19. What steps he is taking to tackle youth unemployment.
The youth contract, to which I referred earlier, is worth nearly £1 billion. It builds on the substantial support already available to help unemployed young people to enter work. It includes more intensive support for all 18 to 24-year-olds, additional funded work experience places and a new wage incentive scheme delivered through the Work programme.
As the hon. Gentleman knows, I regard the labour market in the north-east as one of our big priorities. That is why we have targeted the area with support through the regional growth fund and established an enterprise zone in the Tees valley, and that is why we are doing all that we can—through the Work programme, the different aspects of the youth contract, and our work in the skills arena in providing more apprenticeships—to bring about both private sector growth and an increase in the skills of the hon. Gentleman’s constituents to help them get into work.

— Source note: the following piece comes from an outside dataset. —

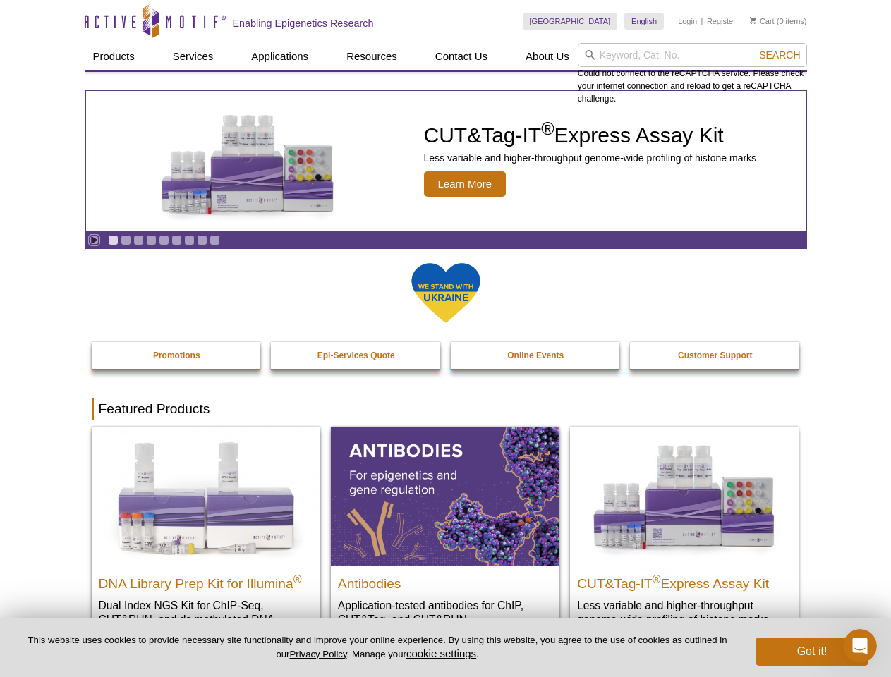  What do you see at coordinates (378, 648) in the screenshot?
I see `p: This website uses cookies to provide necessary site functionality and improve your online experie...` at bounding box center [378, 648].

The Minister has form with respect to inner-city Manchester: he once compared Moss Side to the film “The Wire”. Will he tell me whether he takes the question of youth unemployment seriously? We know that, if left unchecked, it will have an impact on all the malaises that lead to exactly the sort of thing that we see in north American cities, and we do not want to see it once again in inner-city Britain.
Let me say first that the hon. Gentleman clearly never read the speech that I made, and secondly that I defend my comments in relation to the country as a whole in the wake of the terrible scenes that we saw last summer. That issue is one reason why we must focus on youth unemployment, why we are investing so much money in tackling it, and why it is at the top of the Government’s list of priorities. It is just a shame that the last Government failed to deal with the problem in good times, when it started to become an issue after 2004.